Bentley Continental GT - World Speed Record On Ice

World Speed Record On Ice

In early 2007, a Bentley Continental GT Speed equipped with Nokian Hakkapeliitta Sport Utility 5 studded winter tyres and driven by four-time World Rally Champion Juha Kankkunen, broke the World Speed Record on Ice - on the frozen Baltic Sea near Oulu, Finland. It averaged 321.6 kilometres per hour (199.83 mph) in both directions on the "flying kilometre", reaching a maximum speed of 331 km/h (205.67 mph). The previous record was 296 km/h (183.9 mph), achieved with a Bugatti EB110 Supersport. The record-breaking Bentley was largely standard except for a roll-cage, aerodynamic improvements, and low-temperature fuel and calibration.

On February 15, 2011 Kankkunen broke the record again, reaching an average speed of 331 km/h (205.67 mph) in a convertible Bentley Continental Supersports. Bentley announced that a limited edition of the car would be released to celebrate the achievement. It seems that Bentley provoked the former tyre supplier by attempting a new record with a different brand because, on March 6, 2011, Nokian Tyres test driver, piloting an Audi RS6 with Nokian Hakkapeliitta 7 studded tyres, took the ice speed record in Finland, clocking a top speed of 206.05 mph (331.61 km/h) in freezing conditions.


Read more about this topic:  Bentley Continental GT

Famous quotes containing the words world, speed, record and/or ice:

    Man is made of the same atoms the world is, he shares the same impressions, predispositions, and destiny. When his mind is illuminated, when his heart is kind, he throws himself joyfully into the sublime order, and does, with knowledge, what the stones do by structure.
    Ralph Waldo Emerson (1803–1882)

    There exist certain individuals who are, by nature, given purely to contemplation and are utterly unsuited to action, and who, nevertheless, under a mysterious and unknown impulse, sometimes act with a speed which they themselves would have thought beyond them.
    Charles Baudelaire (1821–1867)

    Unlike Boswell, whose Journals record a long and unrewarded search for a self, Johnson possessed a formidable one. His life in London—he arrived twenty-five years earlier than Boswell—turned out to be a long defense of the values of Augustan humanism against the pressures of other possibilities.

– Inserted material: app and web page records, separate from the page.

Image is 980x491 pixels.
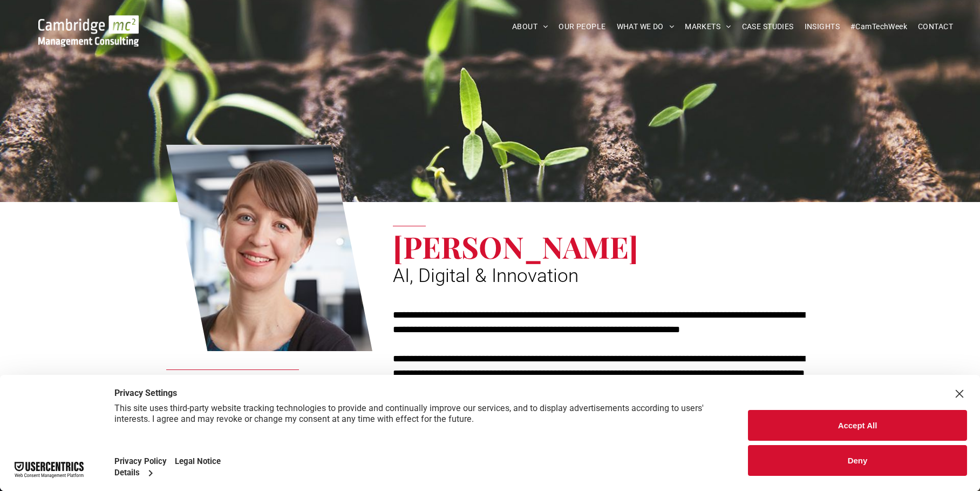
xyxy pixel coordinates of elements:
[393,226,639,266] span: [PERSON_NAME]
[612,19,680,36] a: WHAT WE DO
[38,15,138,47] img: Cambridge MC Logo
[800,19,845,36] a: INSIGHTS
[393,265,579,286] span: AI, Digital & Innovation
[737,19,800,36] a: CASE STUDIES
[845,19,913,36] a: #CamTechWeek
[507,19,554,36] a: ABOUT
[553,19,611,36] a: OUR PEOPLE
[679,19,736,36] a: MARKETS
[913,19,958,36] a: CONTACT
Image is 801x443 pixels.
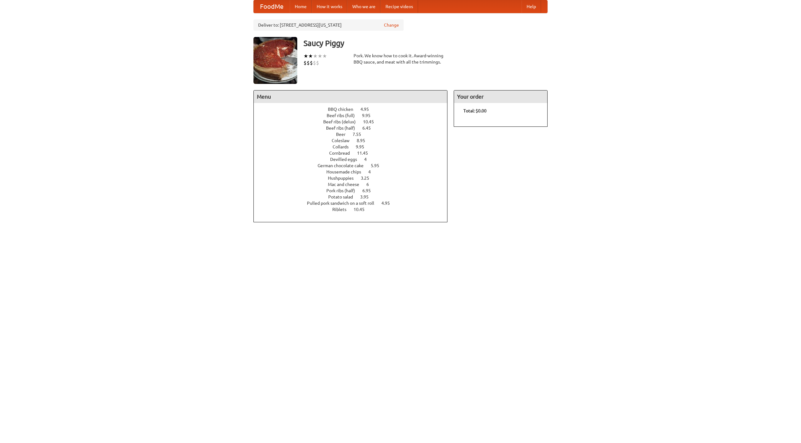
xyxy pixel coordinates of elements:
span: Mac and cheese [328,182,366,187]
span: Beer [336,132,352,137]
li: ★ [322,53,327,59]
img: angular.jpg [254,37,297,84]
li: $ [313,59,316,66]
span: 7.55 [353,132,367,137]
li: ★ [304,53,308,59]
span: Hushpuppies [328,176,360,181]
a: Coleslaw 8.95 [332,138,377,143]
a: Housemade chips 4 [326,169,383,174]
li: ★ [313,53,318,59]
a: Who we are [347,0,381,13]
span: Coleslaw [332,138,356,143]
li: $ [304,59,307,66]
h4: Your order [454,90,547,103]
b: Total: $0.00 [464,108,487,113]
a: Help [522,0,541,13]
div: Deliver to: [STREET_ADDRESS][US_STATE] [254,19,404,31]
span: Housemade chips [326,169,367,174]
span: 8.95 [357,138,372,143]
span: Cornbread [329,151,356,156]
a: Recipe videos [381,0,418,13]
a: Potato salad 3.95 [328,194,380,199]
span: German chocolate cake [318,163,370,168]
span: 3.25 [361,176,376,181]
a: Devilled eggs 4 [330,157,378,162]
span: Potato salad [328,194,359,199]
span: 4.95 [361,107,375,112]
span: Beef ribs (half) [326,126,362,131]
a: Change [384,22,399,28]
a: Beef ribs (delux) 10.45 [323,119,386,124]
span: Pulled pork sandwich on a soft roll [307,201,381,206]
span: 9.95 [362,113,377,118]
span: Pork ribs (half) [326,188,362,193]
h4: Menu [254,90,447,103]
span: Riblets [332,207,353,212]
a: How it works [312,0,347,13]
span: BBQ chicken [328,107,360,112]
h3: Saucy Piggy [304,37,548,49]
span: 3.95 [360,194,375,199]
li: $ [307,59,310,66]
span: 9.95 [356,144,371,149]
a: Cornbread 11.45 [329,151,380,156]
a: Riblets 10.45 [332,207,376,212]
span: Beef ribs (full) [327,113,361,118]
li: $ [310,59,313,66]
span: 4 [368,169,377,174]
div: Pork. We know how to cook it. Award-winning BBQ sauce, and meat with all the trimmings. [354,53,448,65]
a: Beef ribs (half) 6.45 [326,126,383,131]
li: $ [316,59,319,66]
a: German chocolate cake 5.95 [318,163,391,168]
a: Pulled pork sandwich on a soft roll 4.95 [307,201,402,206]
span: Devilled eggs [330,157,363,162]
span: 11.45 [357,151,374,156]
a: Beer 7.55 [336,132,373,137]
a: Home [290,0,312,13]
span: 6.95 [362,188,377,193]
a: BBQ chicken 4.95 [328,107,381,112]
span: 6 [367,182,375,187]
a: Mac and cheese 6 [328,182,381,187]
span: 10.45 [363,119,380,124]
a: Collards 9.95 [333,144,376,149]
span: 5.95 [371,163,386,168]
li: ★ [318,53,322,59]
span: Beef ribs (delux) [323,119,362,124]
span: 4.95 [382,201,396,206]
span: Collards [333,144,355,149]
a: FoodMe [254,0,290,13]
span: 4 [364,157,373,162]
span: 10.45 [354,207,371,212]
a: Pork ribs (half) 6.95 [326,188,383,193]
li: ★ [308,53,313,59]
span: 6.45 [362,126,377,131]
a: Beef ribs (full) 9.95 [327,113,382,118]
a: Hushpuppies 3.25 [328,176,381,181]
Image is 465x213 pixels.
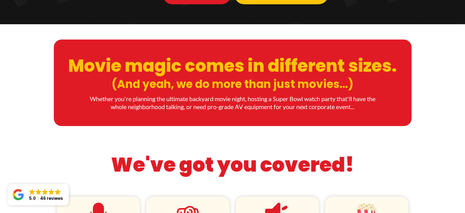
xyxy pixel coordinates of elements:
h1: We've got you covered! [55,152,410,178]
a: Close GoogleGoogleGoogleGoogleGoogle 5.046 reviews [8,184,69,205]
h1: Movie magic comes in different sizes. [55,55,410,77]
h1: (And yeah, we do more than just movies...) [55,77,410,91]
p: Whether you're planning the ultimate backyard movie night, hosting a Super Bowl watch party that'... [55,95,410,102]
p: whole neighborhood talking, or need pro-grade AV equipment for your next corporate event... [55,102,410,110]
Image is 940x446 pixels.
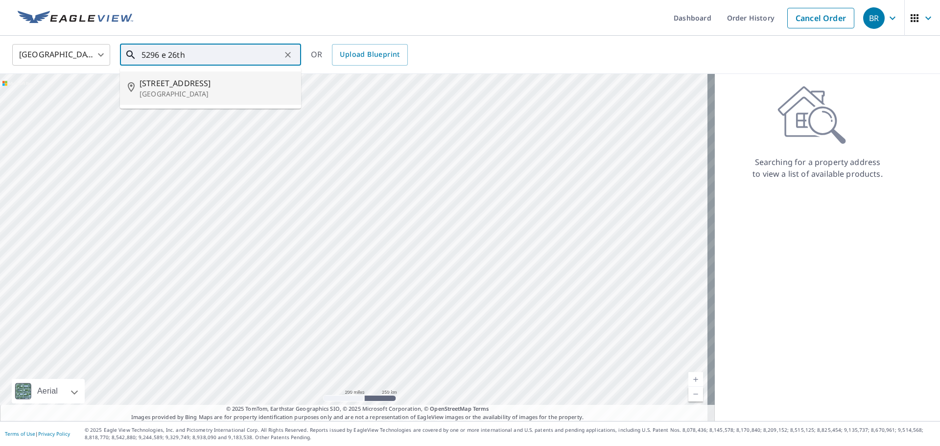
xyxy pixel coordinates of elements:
[12,41,110,69] div: [GEOGRAPHIC_DATA]
[140,77,293,89] span: [STREET_ADDRESS]
[752,156,883,180] p: Searching for a property address to view a list of available products.
[332,44,407,66] a: Upload Blueprint
[689,372,703,387] a: Current Level 5, Zoom In
[430,405,471,412] a: OpenStreetMap
[12,379,85,404] div: Aerial
[142,41,281,69] input: Search by address or latitude-longitude
[863,7,885,29] div: BR
[281,48,295,62] button: Clear
[340,48,400,61] span: Upload Blueprint
[473,405,489,412] a: Terms
[311,44,408,66] div: OR
[5,430,35,437] a: Terms of Use
[226,405,489,413] span: © 2025 TomTom, Earthstar Geographics SIO, © 2025 Microsoft Corporation, ©
[5,431,70,437] p: |
[787,8,855,28] a: Cancel Order
[38,430,70,437] a: Privacy Policy
[689,387,703,402] a: Current Level 5, Zoom Out
[140,89,293,99] p: [GEOGRAPHIC_DATA]
[34,379,61,404] div: Aerial
[85,427,935,441] p: © 2025 Eagle View Technologies, Inc. and Pictometry International Corp. All Rights Reserved. Repo...
[18,11,133,25] img: EV Logo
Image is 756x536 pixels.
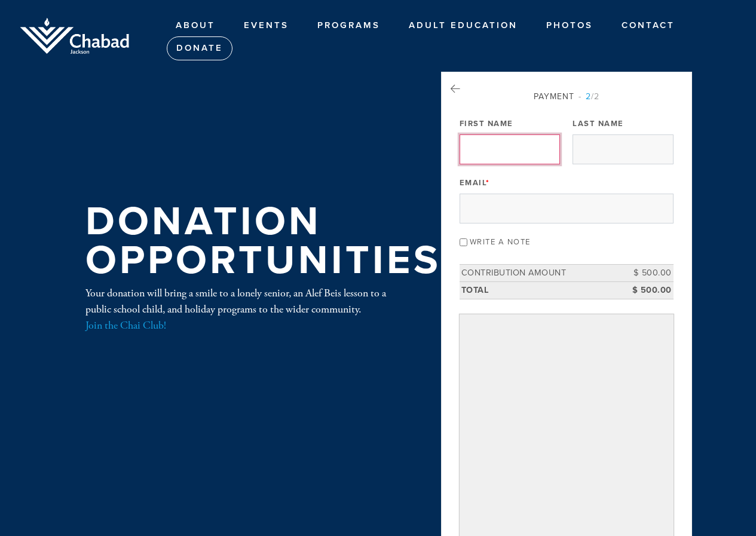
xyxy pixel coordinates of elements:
a: Join the Chai Club! [86,318,166,332]
td: $ 500.00 [620,282,673,299]
a: PROGRAMS [308,15,389,37]
img: Jackson%20Logo_0.png [18,16,132,56]
a: ABOUT [167,15,224,37]
h1: Donation Opportunities [86,203,441,280]
a: Adult Education [400,15,526,37]
div: Payment [460,90,673,103]
td: Total [460,282,620,299]
span: 2 [585,92,591,102]
label: First Name [460,118,513,129]
label: Write a note [470,237,531,246]
span: /2 [578,92,599,102]
label: Last Name [572,118,624,129]
div: Your donation will bring a smile to a lonely senior, an Alef Beis lesson to a public school child... [86,285,402,333]
a: Photos [537,15,602,37]
span: This field is required. [486,178,490,187]
td: Contribution Amount [460,264,620,282]
label: Email [460,177,490,188]
td: $ 500.00 [620,264,673,282]
a: Events [235,15,298,37]
a: Contact [613,15,684,37]
a: Donate [167,37,233,60]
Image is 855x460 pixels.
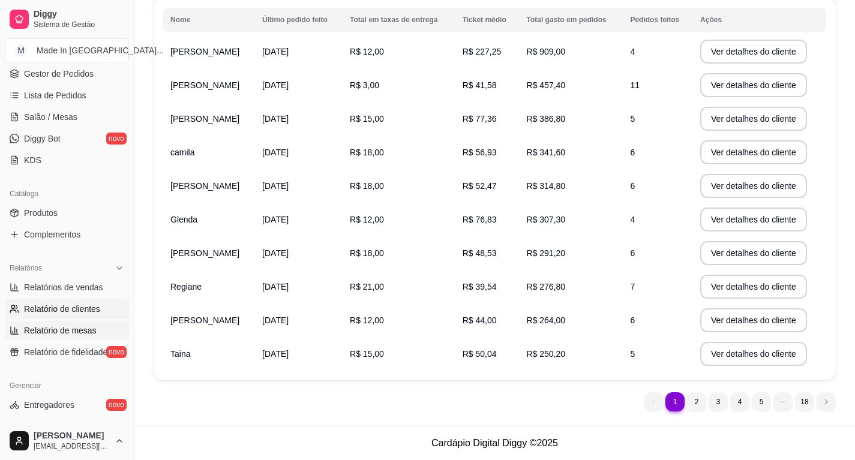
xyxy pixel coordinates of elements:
span: Regiane [170,282,202,292]
button: Ver detalhes do cliente [700,342,807,366]
th: Ticket médio [455,8,519,32]
span: Relatórios [10,263,42,273]
span: R$ 77,36 [462,114,497,124]
span: 6 [630,248,635,258]
span: R$ 909,00 [527,47,566,56]
li: pagination item 1 active [665,392,684,411]
div: Made In [GEOGRAPHIC_DATA] ... [37,44,164,56]
span: R$ 291,20 [527,248,566,258]
th: Total em taxas de entrega [343,8,455,32]
span: R$ 50,04 [462,349,497,359]
a: Lista de Pedidos [5,86,129,105]
a: Gestor de Pedidos [5,64,129,83]
span: R$ 41,58 [462,80,497,90]
span: [DATE] [262,215,289,224]
div: Catálogo [5,184,129,203]
a: DiggySistema de Gestão [5,5,129,34]
span: [DATE] [262,349,289,359]
button: Ver detalhes do cliente [700,174,807,198]
span: R$ 227,25 [462,47,501,56]
span: 5 [630,114,635,124]
span: [DATE] [262,181,289,191]
span: R$ 21,00 [350,282,384,292]
a: Entregadoresnovo [5,395,129,414]
span: [PERSON_NAME] [170,80,239,90]
span: 4 [630,215,635,224]
li: pagination item 2 [687,392,706,411]
span: R$ 48,53 [462,248,497,258]
span: R$ 15,00 [350,349,384,359]
span: R$ 386,80 [527,114,566,124]
li: pagination item 3 [708,392,728,411]
button: Ver detalhes do cliente [700,208,807,232]
button: Ver detalhes do cliente [700,73,807,97]
span: 6 [630,148,635,157]
th: Ações [693,8,826,32]
span: Entregadores [24,399,74,411]
span: R$ 12,00 [350,215,384,224]
button: Ver detalhes do cliente [700,275,807,299]
span: R$ 39,54 [462,282,497,292]
span: Taina [170,349,190,359]
span: [DATE] [262,316,289,325]
span: R$ 18,00 [350,148,384,157]
span: [DATE] [262,47,289,56]
span: 6 [630,181,635,191]
th: Total gasto em pedidos [519,8,623,32]
span: R$ 307,30 [527,215,566,224]
span: Lista de Pedidos [24,89,86,101]
span: Produtos [24,207,58,219]
span: R$ 15,00 [350,114,384,124]
span: R$ 250,20 [527,349,566,359]
span: Salão / Mesas [24,111,77,123]
span: Sistema de Gestão [34,20,124,29]
span: [DATE] [262,248,289,258]
span: [EMAIL_ADDRESS][DOMAIN_NAME] [34,441,110,451]
li: dots element [773,392,792,411]
nav: pagination navigation [638,386,842,417]
span: R$ 276,80 [527,282,566,292]
span: [DATE] [262,282,289,292]
span: R$ 56,93 [462,148,497,157]
span: [DATE] [262,148,289,157]
span: [DATE] [262,80,289,90]
th: Último pedido feito [255,8,343,32]
a: Salão / Mesas [5,107,129,127]
a: KDS [5,151,129,170]
th: Pedidos feitos [623,8,693,32]
a: Relatório de mesas [5,321,129,340]
button: Select a team [5,38,129,62]
th: Nome [163,8,255,32]
a: Nota Fiscal (NFC-e) [5,417,129,436]
span: Diggy [34,9,124,20]
li: next page button [816,392,836,411]
button: [PERSON_NAME][EMAIL_ADDRESS][DOMAIN_NAME] [5,426,129,455]
span: Nota Fiscal (NFC-e) [24,420,98,432]
a: Relatório de fidelidadenovo [5,343,129,362]
span: [PERSON_NAME] [170,248,239,258]
span: 5 [630,349,635,359]
span: 7 [630,282,635,292]
span: [PERSON_NAME] [170,181,239,191]
span: [PERSON_NAME] [34,431,110,441]
span: Diggy Bot [24,133,61,145]
a: Produtos [5,203,129,223]
span: Relatório de fidelidade [24,346,107,358]
span: R$ 52,47 [462,181,497,191]
span: 4 [630,47,635,56]
span: [PERSON_NAME] [170,316,239,325]
span: [PERSON_NAME] [170,114,239,124]
span: R$ 44,00 [462,316,497,325]
span: R$ 341,60 [527,148,566,157]
span: KDS [24,154,41,166]
span: 6 [630,316,635,325]
span: [PERSON_NAME] [170,47,239,56]
span: R$ 76,83 [462,215,497,224]
span: R$ 3,00 [350,80,379,90]
a: Diggy Botnovo [5,129,129,148]
li: pagination item 5 [752,392,771,411]
button: Ver detalhes do cliente [700,140,807,164]
span: 11 [630,80,639,90]
span: Relatórios de vendas [24,281,103,293]
span: [DATE] [262,114,289,124]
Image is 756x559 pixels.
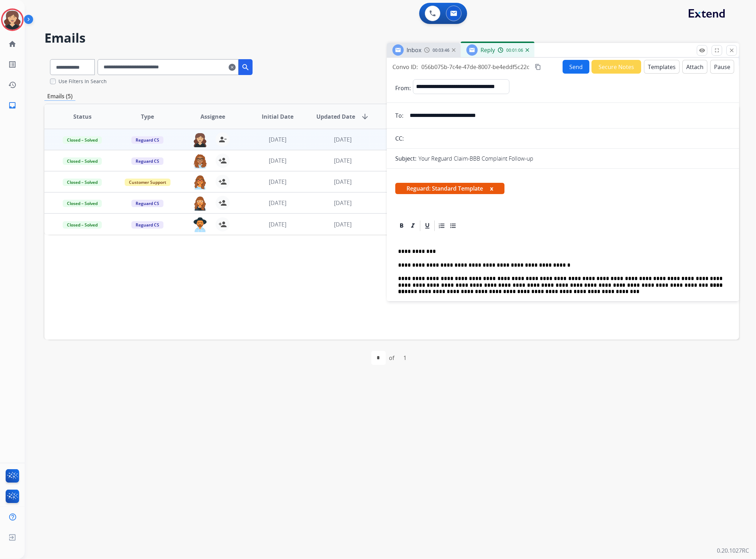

In contrast to Boswell, Johnson possesses an identity not because he has gone in search of one, but because of his allegiance to a set of assumptions that he regards as objectively true.
    Jeffrey Hart (b. 1930)

    A young person is a person with nothing to learn
    One who already knows that ice does not chill and fire does not burn . . .
    It knows it can spend six hours in the sun on its first
    day at the beach without ending up a skinless beet,
    And it knows it can walk barefoot through the barn
    without running a nail in its feet. . . .
    Meanwhile psychologists grow rich
    Writing that the young are ones’ should not
    undermine the self-confidence of which.